Setup and Installation

The framework uses ADB (Android Debug Bridge) to connect to an Android smartphone, BlueZ sockets on Linux, the undocumented IOBluetooth API on macOS, or the included iOS Proxy on iOS.

For Android with ADB, either connect the phone via USB or setup ADB over TCP and make sure you enable USB debugging in the developer settings of Android.

If you have a jailbroken iOS device, you need to install a proxy that locally connects to the Bluetooth device and forwards HCI commands and events.

On Linux with BlueZ, everything should work out of the box, but you need to execute InternalBlue as root for most features.

The InternalBlue framework supports and requires Python 3.6 and above.

Install from PyPI

Currently there is no package published on PyPI for Python 3, this will happen in the near future.

Install as package from GitHub master or any other branch

pip install https://github.com/seemoo-lab/internalblue/archive/master.zip

This will download the contents of current master as a zip archive and install them via pip. No local checkout of the git will exist.

If you want to update you need to run:

pip install --upgrade https://github.com/seemoo-lab/internalblue/archive/master.zip

Development Install

If you expect that you might want to read the code locally, debug it or possibly change it you should setup an editable install.

git clone https://github.com/seemoo-lab/internalblue
cd internalblue
virtualenv -p python3 venv
source venv/bin/activate
pip install --editable ./

Any changes to the python code in your git checkout will now be immediately reflected when importing internalblue or starting it from your shell.

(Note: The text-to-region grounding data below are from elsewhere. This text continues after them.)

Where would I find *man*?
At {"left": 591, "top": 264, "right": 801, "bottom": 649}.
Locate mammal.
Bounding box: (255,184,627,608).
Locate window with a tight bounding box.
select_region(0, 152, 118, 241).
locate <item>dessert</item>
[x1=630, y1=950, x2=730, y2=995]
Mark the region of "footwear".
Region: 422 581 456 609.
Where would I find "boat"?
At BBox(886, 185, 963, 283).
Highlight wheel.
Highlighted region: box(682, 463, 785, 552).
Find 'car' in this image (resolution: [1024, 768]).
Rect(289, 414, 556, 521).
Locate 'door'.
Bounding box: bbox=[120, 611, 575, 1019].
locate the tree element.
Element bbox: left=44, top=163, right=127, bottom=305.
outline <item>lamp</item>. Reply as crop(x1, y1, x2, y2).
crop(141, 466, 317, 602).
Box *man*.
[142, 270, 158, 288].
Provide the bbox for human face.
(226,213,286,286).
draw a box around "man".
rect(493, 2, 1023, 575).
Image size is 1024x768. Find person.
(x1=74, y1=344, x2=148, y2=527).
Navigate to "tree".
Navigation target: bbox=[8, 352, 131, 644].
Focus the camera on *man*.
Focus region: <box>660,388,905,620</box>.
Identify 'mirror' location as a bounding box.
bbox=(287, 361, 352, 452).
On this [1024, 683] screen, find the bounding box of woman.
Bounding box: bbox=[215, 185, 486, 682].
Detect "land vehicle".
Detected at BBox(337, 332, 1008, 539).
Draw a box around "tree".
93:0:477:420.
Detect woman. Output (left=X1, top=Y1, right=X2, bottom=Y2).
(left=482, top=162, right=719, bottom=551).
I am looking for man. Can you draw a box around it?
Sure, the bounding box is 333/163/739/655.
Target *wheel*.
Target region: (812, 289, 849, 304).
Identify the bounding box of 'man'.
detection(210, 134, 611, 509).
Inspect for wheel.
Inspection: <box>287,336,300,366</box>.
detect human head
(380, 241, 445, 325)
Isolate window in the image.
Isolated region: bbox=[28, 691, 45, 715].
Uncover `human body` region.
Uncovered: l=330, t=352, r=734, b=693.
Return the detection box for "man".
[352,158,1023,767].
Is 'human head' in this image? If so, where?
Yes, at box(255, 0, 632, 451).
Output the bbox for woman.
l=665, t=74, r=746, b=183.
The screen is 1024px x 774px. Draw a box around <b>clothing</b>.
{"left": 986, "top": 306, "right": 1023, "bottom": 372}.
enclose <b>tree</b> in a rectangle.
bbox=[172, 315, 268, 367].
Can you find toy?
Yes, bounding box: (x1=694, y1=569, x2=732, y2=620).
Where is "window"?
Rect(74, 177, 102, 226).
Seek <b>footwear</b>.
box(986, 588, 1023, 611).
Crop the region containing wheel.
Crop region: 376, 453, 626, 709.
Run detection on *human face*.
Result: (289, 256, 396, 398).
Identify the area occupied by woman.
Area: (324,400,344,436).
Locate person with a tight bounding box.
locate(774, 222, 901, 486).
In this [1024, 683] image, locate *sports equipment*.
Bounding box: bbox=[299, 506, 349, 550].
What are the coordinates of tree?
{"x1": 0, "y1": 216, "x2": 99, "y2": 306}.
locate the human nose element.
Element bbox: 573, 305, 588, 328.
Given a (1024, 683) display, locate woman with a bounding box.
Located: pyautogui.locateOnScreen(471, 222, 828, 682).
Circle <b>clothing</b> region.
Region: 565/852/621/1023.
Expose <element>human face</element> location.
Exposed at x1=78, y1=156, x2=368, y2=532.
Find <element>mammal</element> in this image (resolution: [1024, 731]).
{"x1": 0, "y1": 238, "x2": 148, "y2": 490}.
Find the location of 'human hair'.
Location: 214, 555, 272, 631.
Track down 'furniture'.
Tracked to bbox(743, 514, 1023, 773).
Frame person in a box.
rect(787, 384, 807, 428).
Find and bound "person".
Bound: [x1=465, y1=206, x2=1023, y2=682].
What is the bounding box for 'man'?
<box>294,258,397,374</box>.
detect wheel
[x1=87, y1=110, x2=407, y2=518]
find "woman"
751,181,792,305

You can now git pull, change branches or fork to submit your own branches:

git pull # Update current branch
git checkout origin/$featurebranch # Test some feature or bugfix branch
hub fork # requires https://github.com/cli/cli to be set up before
git checkout -b $your_new_feature_branch

Full Install including assembly, disassembly etc.

Perform all steps of the development install, but additionally tell pip to install the binutils requirements as well.

git clone https://github.com/seemoo-lab/internalblue
cd internalblue
virtualenv -p python3 venv
source venv/bin/activate
pip install --editable .\[binutils\]

Dependencies

InternalBlue will by default install the following dependencies:

  • cmd2
  • pure-python-adb

If you opt for the full set of features, additionally these dependencies are installed:

  • pwntools
  • pyelftools

The pwntools module needs the binutils package for ARM 32-bit to be installed on the system. This has to be installed manually by using the packet manager of your Linux distribution:

# for Arch Linux
sudo pacman -S arm-none-eabi-binutils

# for Ubuntu
sudo apt install binutils-arm-linux-gnueabi

All steps on a plain Ubuntu 18.04:

sudo apt install git python-setuptools binutils-arm-linux-gnueabi adb pip python-dev gcc
pip install --upgrade https://github.com/seemoo-lab/internalblue/archive/master.zip

sudo apt-get install wireshark-dev wireshark cmake
git clone https://github.com/seemoo-lab/h4bcm_wireshark_dissector
cd h4bcm_wireshark_dissector
mkdir build
cd build
cmake ..
make
make install

Packets required on a current (March 2020) Raspbian:

 sudo apt-get --allow-releaseinfo-change update
 sudo apt-get install git python3-setuptools binutils-arm-none-eabi adb python3-pip python3-dev gcc libffi-dev

Usage

The CLI (Command Line Interface) of InternalBlue can be started by running:

python -m internalblue.cli

The setup.py installation will also place a shortcut to the CLI into the $PATH so that it can be started from a command line using:

internalblue

It should automatically connect to your Android phone through ADB or your local Linux with BlueZ. With BlueZ, some commands can be sent by unprivileged users (i.e. version requests) and some commands require privileged users (i.e., establishing connections). Use the help command to display a list of available commands. A typical set of actions to check if everything is working properly would be:

wireshark start
connect ff:ff:13:37:ab:cd
sendlmp 01 -d 02

Note that InternalBlue only displays 4 byte MAC addresses in some places. This is because the leading two bytes are not required by Bluetooth communication, you can replace them with anything you want.